The former head of Baltimore's Public Works Department heaped blame on two employees who publicly questioned a city contract and would let out a "string of expletives" when he talked about their cooperation with a federal investigation, a top press aide testified yesterday.
George G. Balog "blamed Jeanne Robinson and Dave [Marc] for a wide range of things, it seemed," Kurt Kocher, the department's spokesman, testified during the two employees' whistle-blower trial in U.S. District Court in Baltimore.
"It was monotonous. It was obsessive," said Kocher, who was Balog's top press aide beginning in 1996 and who remained Public Works spokesman after Balog left city government this year.
Kocher's testimony came on the third day of the federal civil trial against Balog and former Public Works officials Leonard H. Addison and Robert F. Guston. Robinson and Marc, both city engineers, claim that the three men punished them for exercising their First Amendment free speech rights.

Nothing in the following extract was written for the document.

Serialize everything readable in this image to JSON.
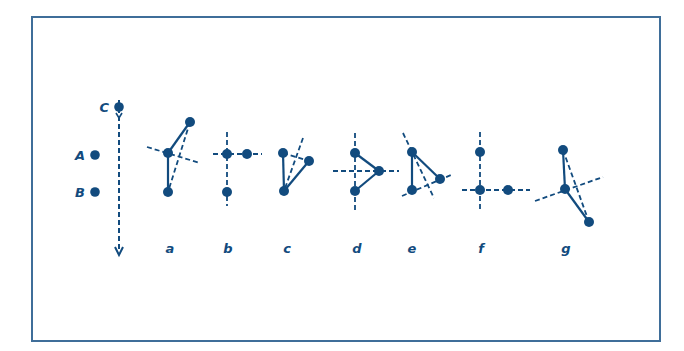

In December 1995, Robinson and Marc criticized a landfill-repair contract that Balog had backed at a city Board of Estimates meeting. They also later cooperated with an investigation by the FBI and the U.S. attorney's office. For speaking out, Robinson and Marc allege, they suffered swift retaliation.

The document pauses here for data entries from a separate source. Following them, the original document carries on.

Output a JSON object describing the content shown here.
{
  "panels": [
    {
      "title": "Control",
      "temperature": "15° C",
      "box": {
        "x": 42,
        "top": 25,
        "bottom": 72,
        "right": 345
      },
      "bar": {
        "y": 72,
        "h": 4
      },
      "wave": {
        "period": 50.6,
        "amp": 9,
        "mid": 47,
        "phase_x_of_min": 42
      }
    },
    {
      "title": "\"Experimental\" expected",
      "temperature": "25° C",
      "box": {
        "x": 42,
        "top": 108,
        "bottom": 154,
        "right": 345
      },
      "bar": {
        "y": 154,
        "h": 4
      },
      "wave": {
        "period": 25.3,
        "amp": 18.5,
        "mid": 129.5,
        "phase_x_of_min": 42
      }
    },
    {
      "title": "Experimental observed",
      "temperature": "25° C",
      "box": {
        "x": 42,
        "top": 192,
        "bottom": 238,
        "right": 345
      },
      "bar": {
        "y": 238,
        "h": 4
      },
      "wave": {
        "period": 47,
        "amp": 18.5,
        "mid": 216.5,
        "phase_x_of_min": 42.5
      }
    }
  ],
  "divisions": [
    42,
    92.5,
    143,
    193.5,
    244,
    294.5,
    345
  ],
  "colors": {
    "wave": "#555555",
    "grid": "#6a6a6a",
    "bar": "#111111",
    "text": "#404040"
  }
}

Robinson, then an acting division chief in the Bureau of Solid Waste, said her staff was cut from 60 employees to three and her division's annual budget slashed from $17 million to $150,000.
Marc testified yesterday that he was relegated to menial tasks and denied use of a laptop computer and a city-owned car, which he said was later assigned to an employee who did not have a driver's license.
The defendants have denied wrongdoing and noted that neither Robinson nor Marc lost their jobs or had their pay cut. Defense attorneys argued this week that the two workers were disgruntled employees who disagreed with management decisions.
Asked by attorney Howard J. Schulman whether he had heard Balog discuss the two workers and the FBI, Kocher said, "It would just be sort of a string of expletives."
Robinson and Marc, whose case is expected to conclude this morning, have testified that they were reluctant to raise their concerns about work at the Quarantine Landfill. After they did, both said, they were denied promotions, shunned by colleagues and lost opportunities for extra pay.
Co-workers testified that they were told to stay away from Robinson and Marc. Yesterday, city worker Gail Desch backed up testimony from Robinson that Public Works employee Anthony DeMarco, Balog's bodyguard and chauffeur, regularly trailed Robinson. DeMarco did not return phone calls seeking comment.